I didn’t deny it. There was no point.

“I know your officers,” she continued, unbothered. “They’re good… careful. But my senses are still very sharp, Alexander. They have to be.”

Her gaze flicked briefly to the street, then back to me. “I noticed the moment one of them trailed me from the house.”

I exhaled through my nose, a half–smile tugging at my lips despite myself. “And yet you came anyway.”

“Of course I did,” she said smoothly. “Once I realized I was being followed here, it wasn’t hard to figure out what would come next.”

She folded her arms loosely. “I knew you’d get the report. You’d see the location. And then you’d come looking for me.”

I pushed off the car, mirroring her calm far more than I felt. “You’re giving yourself too much credit.

She hummed. “Am I?”

“You’re forgetting I also know you well. The moment Derek told me where you were headed, I

already knew you’d noticed the trail,” I said.

Her eyes sharpened slightly.

“And when you let yourself be followed anyway,” I went on, “casually, without shaking them off- something you could’ve done easily–it told me you wanted to be seen.”

She smiled then.

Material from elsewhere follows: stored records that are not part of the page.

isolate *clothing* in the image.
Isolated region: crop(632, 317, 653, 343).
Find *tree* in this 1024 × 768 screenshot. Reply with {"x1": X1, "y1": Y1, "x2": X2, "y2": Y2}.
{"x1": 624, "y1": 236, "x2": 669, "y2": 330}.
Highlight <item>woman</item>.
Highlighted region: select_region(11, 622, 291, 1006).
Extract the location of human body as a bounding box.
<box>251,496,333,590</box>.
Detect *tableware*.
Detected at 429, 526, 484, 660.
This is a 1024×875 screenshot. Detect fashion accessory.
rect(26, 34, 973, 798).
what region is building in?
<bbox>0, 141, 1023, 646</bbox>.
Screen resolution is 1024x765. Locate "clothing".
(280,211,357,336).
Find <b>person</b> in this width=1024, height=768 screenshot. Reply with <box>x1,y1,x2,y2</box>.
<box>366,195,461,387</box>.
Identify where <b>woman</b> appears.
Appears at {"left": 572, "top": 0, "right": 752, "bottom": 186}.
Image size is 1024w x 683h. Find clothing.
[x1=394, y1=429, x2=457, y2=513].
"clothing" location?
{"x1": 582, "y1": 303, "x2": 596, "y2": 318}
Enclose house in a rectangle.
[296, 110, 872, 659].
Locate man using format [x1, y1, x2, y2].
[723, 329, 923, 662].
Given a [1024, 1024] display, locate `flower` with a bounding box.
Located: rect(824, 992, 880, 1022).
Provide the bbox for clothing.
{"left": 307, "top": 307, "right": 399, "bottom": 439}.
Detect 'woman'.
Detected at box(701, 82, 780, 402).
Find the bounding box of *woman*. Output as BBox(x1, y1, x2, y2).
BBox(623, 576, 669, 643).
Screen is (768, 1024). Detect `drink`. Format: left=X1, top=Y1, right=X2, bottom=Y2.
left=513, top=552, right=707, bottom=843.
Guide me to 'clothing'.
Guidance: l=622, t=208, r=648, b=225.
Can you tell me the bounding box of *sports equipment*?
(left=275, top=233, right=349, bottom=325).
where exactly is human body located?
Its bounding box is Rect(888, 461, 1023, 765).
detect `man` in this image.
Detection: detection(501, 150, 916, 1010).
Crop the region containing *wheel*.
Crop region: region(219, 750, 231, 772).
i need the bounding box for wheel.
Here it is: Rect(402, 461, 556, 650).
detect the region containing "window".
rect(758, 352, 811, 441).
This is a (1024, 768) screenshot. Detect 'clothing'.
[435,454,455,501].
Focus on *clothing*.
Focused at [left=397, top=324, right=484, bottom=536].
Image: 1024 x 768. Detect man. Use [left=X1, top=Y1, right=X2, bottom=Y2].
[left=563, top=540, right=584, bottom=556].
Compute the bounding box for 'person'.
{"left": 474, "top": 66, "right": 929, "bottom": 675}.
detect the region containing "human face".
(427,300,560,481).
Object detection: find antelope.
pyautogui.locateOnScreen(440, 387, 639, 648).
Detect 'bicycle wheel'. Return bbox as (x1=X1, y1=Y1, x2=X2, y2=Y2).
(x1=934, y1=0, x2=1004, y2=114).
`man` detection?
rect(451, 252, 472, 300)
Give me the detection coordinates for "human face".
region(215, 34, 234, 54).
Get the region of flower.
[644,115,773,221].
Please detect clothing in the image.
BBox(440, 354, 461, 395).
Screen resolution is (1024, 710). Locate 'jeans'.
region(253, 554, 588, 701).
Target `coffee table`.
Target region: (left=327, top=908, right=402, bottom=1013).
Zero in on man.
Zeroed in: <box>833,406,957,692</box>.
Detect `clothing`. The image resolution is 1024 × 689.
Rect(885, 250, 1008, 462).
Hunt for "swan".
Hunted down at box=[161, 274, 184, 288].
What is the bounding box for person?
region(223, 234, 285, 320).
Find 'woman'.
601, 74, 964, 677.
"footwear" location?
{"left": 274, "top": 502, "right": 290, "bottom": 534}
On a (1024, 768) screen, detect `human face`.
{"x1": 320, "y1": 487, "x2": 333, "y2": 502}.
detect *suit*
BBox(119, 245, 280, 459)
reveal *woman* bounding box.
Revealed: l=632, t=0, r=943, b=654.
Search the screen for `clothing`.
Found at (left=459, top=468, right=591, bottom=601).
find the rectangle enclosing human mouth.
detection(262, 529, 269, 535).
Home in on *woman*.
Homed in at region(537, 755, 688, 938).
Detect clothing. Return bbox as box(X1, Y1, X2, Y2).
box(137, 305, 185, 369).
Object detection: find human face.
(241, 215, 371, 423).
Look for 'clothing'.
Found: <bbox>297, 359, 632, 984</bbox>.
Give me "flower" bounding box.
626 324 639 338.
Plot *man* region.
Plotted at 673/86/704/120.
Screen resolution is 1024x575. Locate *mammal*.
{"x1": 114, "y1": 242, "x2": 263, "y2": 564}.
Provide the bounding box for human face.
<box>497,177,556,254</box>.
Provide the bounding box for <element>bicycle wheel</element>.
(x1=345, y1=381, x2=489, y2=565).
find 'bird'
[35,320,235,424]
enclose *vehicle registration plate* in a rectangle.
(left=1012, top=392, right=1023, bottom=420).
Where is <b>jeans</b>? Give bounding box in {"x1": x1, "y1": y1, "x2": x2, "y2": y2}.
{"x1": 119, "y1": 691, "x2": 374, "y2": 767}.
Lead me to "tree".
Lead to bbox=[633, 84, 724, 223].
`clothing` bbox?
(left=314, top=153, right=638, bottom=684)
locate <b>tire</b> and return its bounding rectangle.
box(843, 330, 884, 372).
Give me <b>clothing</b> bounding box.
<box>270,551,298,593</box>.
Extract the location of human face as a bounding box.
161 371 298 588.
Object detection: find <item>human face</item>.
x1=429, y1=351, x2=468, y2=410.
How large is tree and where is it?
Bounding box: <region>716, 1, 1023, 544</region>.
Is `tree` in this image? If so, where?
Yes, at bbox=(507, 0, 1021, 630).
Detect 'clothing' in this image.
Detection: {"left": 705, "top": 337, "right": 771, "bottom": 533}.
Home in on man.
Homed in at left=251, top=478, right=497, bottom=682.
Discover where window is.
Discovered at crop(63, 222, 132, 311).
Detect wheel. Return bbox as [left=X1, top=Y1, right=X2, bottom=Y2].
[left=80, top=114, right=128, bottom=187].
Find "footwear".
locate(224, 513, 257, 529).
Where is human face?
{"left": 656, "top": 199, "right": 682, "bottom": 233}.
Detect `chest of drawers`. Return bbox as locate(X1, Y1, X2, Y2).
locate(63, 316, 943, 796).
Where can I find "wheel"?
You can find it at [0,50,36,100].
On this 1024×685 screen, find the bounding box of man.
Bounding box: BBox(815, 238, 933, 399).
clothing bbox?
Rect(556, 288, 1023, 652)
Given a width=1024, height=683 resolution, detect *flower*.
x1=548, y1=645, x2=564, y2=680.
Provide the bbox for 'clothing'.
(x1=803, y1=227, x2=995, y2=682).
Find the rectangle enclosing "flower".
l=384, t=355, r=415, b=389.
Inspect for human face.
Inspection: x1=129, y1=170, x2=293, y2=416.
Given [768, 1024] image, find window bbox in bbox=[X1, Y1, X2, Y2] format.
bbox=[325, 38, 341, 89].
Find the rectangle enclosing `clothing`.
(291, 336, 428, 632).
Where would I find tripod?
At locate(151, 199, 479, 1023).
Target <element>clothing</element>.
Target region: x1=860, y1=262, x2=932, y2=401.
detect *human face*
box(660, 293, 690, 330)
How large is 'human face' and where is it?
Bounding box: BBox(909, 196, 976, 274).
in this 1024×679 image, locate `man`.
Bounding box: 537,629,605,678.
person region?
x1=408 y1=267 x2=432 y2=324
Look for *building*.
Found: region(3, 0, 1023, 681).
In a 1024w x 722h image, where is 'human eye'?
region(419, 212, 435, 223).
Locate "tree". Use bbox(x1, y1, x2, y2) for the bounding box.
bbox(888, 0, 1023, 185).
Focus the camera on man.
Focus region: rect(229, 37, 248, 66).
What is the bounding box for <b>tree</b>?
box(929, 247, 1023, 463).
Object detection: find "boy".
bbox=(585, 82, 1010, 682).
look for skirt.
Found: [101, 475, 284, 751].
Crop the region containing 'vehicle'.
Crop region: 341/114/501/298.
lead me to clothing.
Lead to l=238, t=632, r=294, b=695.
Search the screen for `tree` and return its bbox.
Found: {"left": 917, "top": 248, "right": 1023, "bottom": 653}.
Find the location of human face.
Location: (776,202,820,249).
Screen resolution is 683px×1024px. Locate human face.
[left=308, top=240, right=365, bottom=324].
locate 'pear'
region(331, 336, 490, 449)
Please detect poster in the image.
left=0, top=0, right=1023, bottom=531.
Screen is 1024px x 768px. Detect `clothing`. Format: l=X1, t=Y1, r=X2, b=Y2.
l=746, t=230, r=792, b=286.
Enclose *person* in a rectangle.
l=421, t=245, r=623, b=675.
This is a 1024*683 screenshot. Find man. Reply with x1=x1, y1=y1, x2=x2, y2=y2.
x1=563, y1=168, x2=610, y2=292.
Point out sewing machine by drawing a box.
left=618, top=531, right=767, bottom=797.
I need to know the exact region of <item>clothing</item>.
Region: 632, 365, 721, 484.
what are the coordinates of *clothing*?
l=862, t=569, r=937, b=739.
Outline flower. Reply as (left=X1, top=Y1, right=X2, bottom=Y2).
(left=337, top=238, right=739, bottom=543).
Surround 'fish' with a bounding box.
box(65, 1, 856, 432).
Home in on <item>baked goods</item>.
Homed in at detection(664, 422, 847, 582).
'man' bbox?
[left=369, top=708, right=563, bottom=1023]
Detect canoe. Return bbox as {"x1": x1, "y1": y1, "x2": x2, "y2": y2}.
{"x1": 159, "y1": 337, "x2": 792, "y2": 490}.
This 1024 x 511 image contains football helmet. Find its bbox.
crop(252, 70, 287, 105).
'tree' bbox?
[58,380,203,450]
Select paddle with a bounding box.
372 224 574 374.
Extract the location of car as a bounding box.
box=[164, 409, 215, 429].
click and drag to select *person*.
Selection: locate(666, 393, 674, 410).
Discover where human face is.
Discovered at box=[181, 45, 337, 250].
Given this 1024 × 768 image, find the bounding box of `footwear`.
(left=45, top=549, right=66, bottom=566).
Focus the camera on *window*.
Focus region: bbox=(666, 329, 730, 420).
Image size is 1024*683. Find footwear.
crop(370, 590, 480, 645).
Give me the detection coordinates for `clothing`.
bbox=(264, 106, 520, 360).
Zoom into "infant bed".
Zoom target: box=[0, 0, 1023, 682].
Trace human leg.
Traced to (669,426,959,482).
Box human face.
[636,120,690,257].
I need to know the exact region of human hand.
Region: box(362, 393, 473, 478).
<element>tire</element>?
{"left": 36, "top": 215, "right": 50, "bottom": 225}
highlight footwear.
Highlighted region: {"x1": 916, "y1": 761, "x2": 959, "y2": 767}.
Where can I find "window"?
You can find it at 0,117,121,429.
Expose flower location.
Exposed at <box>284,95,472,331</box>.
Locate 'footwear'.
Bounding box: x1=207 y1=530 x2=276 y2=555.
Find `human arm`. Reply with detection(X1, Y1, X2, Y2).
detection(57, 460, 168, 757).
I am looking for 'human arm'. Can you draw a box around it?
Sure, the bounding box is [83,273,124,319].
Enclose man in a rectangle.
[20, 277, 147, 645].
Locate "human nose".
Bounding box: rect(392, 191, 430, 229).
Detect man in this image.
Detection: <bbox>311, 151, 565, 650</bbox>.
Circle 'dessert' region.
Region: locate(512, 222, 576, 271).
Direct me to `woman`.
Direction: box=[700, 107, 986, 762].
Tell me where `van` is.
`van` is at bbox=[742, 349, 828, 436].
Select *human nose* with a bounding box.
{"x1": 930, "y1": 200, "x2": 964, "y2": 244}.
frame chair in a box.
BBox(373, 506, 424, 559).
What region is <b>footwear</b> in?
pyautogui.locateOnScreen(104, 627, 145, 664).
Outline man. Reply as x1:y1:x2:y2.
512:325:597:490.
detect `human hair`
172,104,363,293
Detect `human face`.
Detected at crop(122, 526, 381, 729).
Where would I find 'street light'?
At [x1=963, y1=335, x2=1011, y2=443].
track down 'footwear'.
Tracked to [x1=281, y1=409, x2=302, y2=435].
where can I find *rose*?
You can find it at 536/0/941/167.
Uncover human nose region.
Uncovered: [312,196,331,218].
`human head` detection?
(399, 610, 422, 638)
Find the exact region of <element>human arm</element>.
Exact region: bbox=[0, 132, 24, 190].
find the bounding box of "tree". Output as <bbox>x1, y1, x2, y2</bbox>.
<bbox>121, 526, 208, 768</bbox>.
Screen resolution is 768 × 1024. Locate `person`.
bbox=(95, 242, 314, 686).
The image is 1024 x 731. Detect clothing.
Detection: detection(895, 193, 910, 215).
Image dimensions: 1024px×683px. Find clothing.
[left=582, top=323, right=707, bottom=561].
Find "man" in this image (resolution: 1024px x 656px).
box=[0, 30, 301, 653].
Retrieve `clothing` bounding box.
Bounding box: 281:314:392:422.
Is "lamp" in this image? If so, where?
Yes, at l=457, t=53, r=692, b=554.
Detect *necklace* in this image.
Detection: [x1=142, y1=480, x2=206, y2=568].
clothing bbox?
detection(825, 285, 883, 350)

A real one.

“So I assumed,” I finished, “that if you wanted to be seen, you might as well wait for me.”

For a heartbeat, she simply looked at me.

Then she smiled.

She slowed on a narrow, quiet road bordered by tall trees and parked neatly by the side. I pulled in behind her, cutting the engine but staying alert.

For a moment, nothing happened.

Then her door opened.

She stepped out, composed as ever, glanced around once, and walked straight past her own car toward mine. She didn’t knock. She opened the passenger door and slid in as if this were her car too.

“Let’s go to the pack house,” she said calmly, already fastening her seatbelt.

I turned slightly toward her. “What about your car?”

“I’ll have someone pick it up,” she replied without missing a beat. “I don’t want anyone tracing me to the pack house.”

That caught my attention.

I studied her profile–the calm set of her jaw, the steady gaze forward, the complete absence of hesitation. This wasn’t paranoia. This was calculation.

“You think someone is watching you?” I asked.

She didn’t answer the question directly. “I think some conversations are better had where I control the variables.”

I considered pressing further, but I stopped myself. If there was one thing I had learned growing up under Helen’s watch, it was that questions were rarely answered unless she decided on her own.

So I nodded once. “All right.”

She relaxed slightly, as if she’d expected resistance and was pleased not to get it.

I didn’t ask who she planned to call. I didn’t ask why she suddenly cared so much about being traced. I trusted that whatever reason she had was layered, complex.

I reached for the ignition and started driving.